Production, SRE and the Architecture of the Built Environment

"We create our buildings and then they create us. Likewise, we construct our circle of friends and our communities and then they construct us." -- Frank Lloyd-Wright (1867-1959)

We live in production -- our practices, customs and very culture are designed by us, but then also inform our capabilities and practice. Despite how our SRE practice might be designed or set out, those surroundings inform our ability to make forward progress, and our collective desire to do so.

People become attached to tooling, to processes, to the structure, and also often to the anti-patterns.

I will give a real example: I once spoke to an engineering leader about an SRE-style engagement for their feature. I asked about current levels of toil and what might be acceptable -- they said that the system paged only maybe twice a week. This was a deal-breaker for me and my team, which shocked the product lead: they had lived around systems with a baseline level of paging and toil for so long, that getting paged all the time was unremarkable to them. 2 pages a week seemed perfectly normal and part of being alive. It was a concrete post in the middle of their living room. Getting a human to intervene was considered part of the feature.

How we build and interact with our production systems has more than a passing similarity to how we interact with and are defined by the architecture of the buildings and cities around us. The approaches toward building tools and processes to serve people are the same. The architecture must serve people, first and foremost.

“Vous savez, c'est la vie qui est juste et l'architecte qui a tort” -- Le Corbusier (1887-1965)

Life is right, and the architect is wrong. We often find ourselves building systems that we then serve. We create a self-fulfilling feedback loop of toil and of workarounds that can often not actually result in meaningful outcomes as far as reliability goes.

It's easy to consider yourself a hero in the trenches of production, and all the unexpected twists and turns that can result from interacting with it. We sometimes forget that the system serves you -- that life, the human, the people on the teams working within this architecture, are in charge. The robots work for us.

"You cannot save wonderful towns. You can only save wonderful towns by building new ones." -- Ludwig Mies Van der Rohe (1886-1969)

I have often spoken to folks who either look in from outside, or who are inside the SRE/production engineering/DevOps space, and who claim a lack of innovation. I couldn't disagree more.

Everything we have built came from dust -- the vast majority of the systems, patterns, and practices we have built came from nothing within our lifetimes. In the main, they will also return to dust within our lifetimes also. Talk to someone who's been in industry for 20 years about how much difference they've seen -- for the most part, very little has stayed. We are constantly rebuilding, and in the infrastructure/production engineering space, we see near-constant change of practice, of interface, and of thought.

The last several years have seen a huge uptick in systems that were previously seen as supplementary or 'nice to have' -- Incident Management, Retrospective, Process enablement are now all more marketable than they've ever been. These are the tools with which we now build our new architecture of person-centric production.

In Practice

Writing near the end of the first century B.C.E., Roman architect Vitruvius Pollio identified three elements necessary for a well-designed building: firmitas, utilitas, and venustas. Rendered memorably into English by Henry Wotton, a seventeenth century translator, “firmness, commodity, and delight” remain the essential components of all successful architectural design.

Firmness

Always present, almost always the least interesting. We want a system to be resilient to failure -- we design in fault tolerance, graceful degradation, load-shedding, and everything the general practice of engineering teaches us. The foundation comes from theory and is built in; it must stand on its own without intervention. Failures here must be addressed aggressively and designed out, rather than picked at piecemeal and manually.

Commodity/Utility

"A House is a Machine for living in" -- Le Corbusier

Any built environment must meet the functional needs of its inhabitants. Customer focus is often considered the end of this journey, but the developers, builders and operators of complex systems must also be served by the commodity of the system as viewed from inside. It must be beautiful and stand up by itself, but must also be nice to be inside. Think about what operating your system is like. If it's difficult or overly complex, this is an issue with utility, rather than an unavoidable inevitability to be borne stoically. Occasionally throw out your old sofa, or that toaster that keeps going on fire. You have an extinguisher, but that's not the point.

Delight

It is the nature of humans to build and to produce something that elicits delight. It's not enough that it stand up and be useful. Your customers must enjoy using it, and you must be delighted while producing it. This part is most often completely absent when I talk to people who run complex systems. We frame our experiences living in the houses we built as 'war stories', and compare notes on how best to deal with leaking pipes and often take a kind of perverse pride in the nature of effluvia that sometimes emerges from said pipes. Think about where you'd take your systems so that you are delighted to coexist with them.

So.

We live and work in our systems. If we want the three principles above to be core parts of these systems, the first people to ask permission from is ourselves. Do we question the steel column or load-bearing wall we walk around every day as a fact of life, or demand utility and delight of use for ourselves?

We are the designers; the things we build are that way intentionally. Whether we consider the needs of ourselves or the people who live in our designs is entirely up to us.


▶ **Your objective**:
Although the records contain pictures, only their text should be repeated, exactly as it stands.

▶ **Data in this exercise**:
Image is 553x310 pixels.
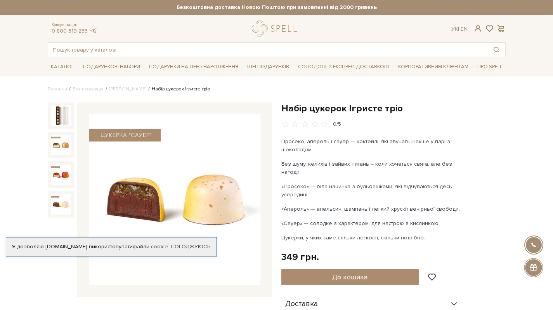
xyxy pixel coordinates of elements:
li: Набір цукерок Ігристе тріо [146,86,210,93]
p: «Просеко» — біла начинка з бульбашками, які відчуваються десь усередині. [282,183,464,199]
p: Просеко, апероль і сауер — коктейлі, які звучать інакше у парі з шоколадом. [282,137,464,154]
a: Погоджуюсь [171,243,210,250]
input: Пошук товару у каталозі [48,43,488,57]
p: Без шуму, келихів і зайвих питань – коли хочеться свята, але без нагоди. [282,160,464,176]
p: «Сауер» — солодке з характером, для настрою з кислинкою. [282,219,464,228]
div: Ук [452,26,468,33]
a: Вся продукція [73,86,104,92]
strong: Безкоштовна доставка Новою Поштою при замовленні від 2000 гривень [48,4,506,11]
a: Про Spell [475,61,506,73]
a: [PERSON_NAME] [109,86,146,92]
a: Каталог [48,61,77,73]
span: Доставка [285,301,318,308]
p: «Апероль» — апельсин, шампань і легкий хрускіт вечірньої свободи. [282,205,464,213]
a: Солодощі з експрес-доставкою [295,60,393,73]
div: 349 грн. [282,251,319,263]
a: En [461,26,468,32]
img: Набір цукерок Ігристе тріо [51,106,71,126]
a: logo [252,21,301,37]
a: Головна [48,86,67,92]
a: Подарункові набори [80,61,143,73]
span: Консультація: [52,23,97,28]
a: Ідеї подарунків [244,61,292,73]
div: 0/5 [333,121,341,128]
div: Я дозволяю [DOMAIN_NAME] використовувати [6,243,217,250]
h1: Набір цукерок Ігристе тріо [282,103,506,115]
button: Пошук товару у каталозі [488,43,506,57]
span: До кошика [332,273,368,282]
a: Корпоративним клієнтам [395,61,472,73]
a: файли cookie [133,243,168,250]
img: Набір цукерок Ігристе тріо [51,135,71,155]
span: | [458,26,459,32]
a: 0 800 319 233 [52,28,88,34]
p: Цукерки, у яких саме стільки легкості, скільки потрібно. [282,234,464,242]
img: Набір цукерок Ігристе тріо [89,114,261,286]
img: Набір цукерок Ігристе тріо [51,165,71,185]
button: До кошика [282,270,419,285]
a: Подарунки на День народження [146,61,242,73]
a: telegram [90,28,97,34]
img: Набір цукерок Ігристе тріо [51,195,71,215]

▶ **Your response**:
Image is 553x310 pixels.
xyxy pixel coordinates of elements:
li: Набір цукерок Ігристе тріо [146,86,210,93]
p: «Просеко» — біла начинка з бульбашками, які відчуваються десь усередині. [282,183,464,199]
p: Просеко, апероль і сауер — коктейлі, які звучать інакше у парі з шоколадом. [282,137,464,154]
a: Погоджуюсь [171,243,210,250]
input: Пошук товару у каталозі [48,43,488,57]
p: Без шуму, келихів і зайвих питань – коли хочеться свята, але без нагоди. [282,160,464,176]
p: «Сауер» — солодке з характером, для настрою з кислинкою. [282,219,464,228]
div: Ук [452,26,468,33]
a: Вся продукція [73,86,104,92]
strong: Безкоштовна доставка Новою Поштою при замовленні від 2000 гривень [48,4,506,11]
a: Про Spell [475,61,506,73]
a: [PERSON_NAME] [109,86,146,92]
a: Каталог [48,61,77,73]
span: Доставка [285,301,318,308]
p: «Апероль» — апельсин, шампань і легкий хрускіт вечірньої свободи. [282,205,464,213]
a: Солодощі з експрес-доставкою [295,60,393,73]
div: 349 грн. [282,251,319,263]
a: En [461,26,468,32]
img: Набір цукерок Ігристе тріо [51,106,71,126]
a: logo [252,21,301,37]
a: Головна [48,86,67,92]
a: Подарункові набори [80,61,143,73]
span: Консультація: [52,23,97,28]
a: Ідеї подарунків [244,61,292,73]
div: 0/5 [333,121,341,128]
div: Я дозволяю [DOMAIN_NAME] використовувати [6,243,217,250]
h1: Набір цукерок Ігристе тріо [282,103,506,115]
button: Пошук товару у каталозі [488,43,506,57]
span: До кошика [332,273,368,282]
a: Корпоративним клієнтам [395,61,472,73]
a: файли cookie [133,243,168,250]
img: Набір цукерок Ігристе тріо [51,135,71,155]
span: | [458,26,459,32]
a: 0 800 319 233 [52,28,88,34]
p: Цукерки, у яких саме стільки легкості, скільки потрібно. [282,234,464,242]
img: Набір цукерок Ігристе тріо [89,114,261,286]
img: Набір цукерок Ігристе тріо [51,165,71,185]
button: До кошика [282,270,419,285]
a: Подарунки на День народження [146,61,242,73]
a: telegram [90,28,97,34]
img: Набір цукерок Ігристе тріо [51,195,71,215]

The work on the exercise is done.